'Where the lamb touches bottom, the ox or the cow swims and where the cow swims the elephant forges ahead, and the water goes over his head.'
This is a pretty parable from which one may derive a great deal. My lord St. Augustine says scripture is like the deep sea. The little lamb denotes a simple, humble person who is able to fathom scripture. The ox that swims denotes coarse-grained people: each of these takes out what suits him. But by the elephant that forges ahead we are given to understand clever people who search the scriptures and plunge into them.
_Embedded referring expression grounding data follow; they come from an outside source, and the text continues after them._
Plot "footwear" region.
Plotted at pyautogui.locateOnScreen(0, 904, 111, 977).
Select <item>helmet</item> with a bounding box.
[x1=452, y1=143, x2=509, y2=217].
…Now what is the meaning of this? St. Augustine says in the beginning scripture looks laughingly at young children, and attracts a child to it, but at the end, when one wants to fathom scripture, it makes fools of the wise: and none is so simple-minded but he can find what suits him there, and there is none so wise that when he tries to fathom it, he will not find it deeper yet and discover more in it. Whatever we may hear, and whatever anyone can tell us, contains another, hidden sense. For whatever we understand here is as different from the way it really is, and the way it is in God, as if it did not exist at all.
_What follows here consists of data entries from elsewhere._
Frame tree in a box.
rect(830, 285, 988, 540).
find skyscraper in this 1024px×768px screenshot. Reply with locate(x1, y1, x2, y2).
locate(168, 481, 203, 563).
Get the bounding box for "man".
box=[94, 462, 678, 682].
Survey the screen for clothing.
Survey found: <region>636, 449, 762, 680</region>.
—Meister Eckhart, Sermon 83
The metaphor of the elephant entering Buddha's mother is that of memory entering Being: an enormous creature which is alive becoming active within that part of Being which gives birth to a new and higher understanding.
That part of being is female, receptive, fertile, and fecund.
Meister Eckhart oft refers to the soul as a female entity, and, indeed, throughout all sensibly founded matters of spirit, when we encounter the image of femininity in general and women in particular, in their deeper meaning they represent the soul and its capacity for receiving the energy of the Holy Spirit.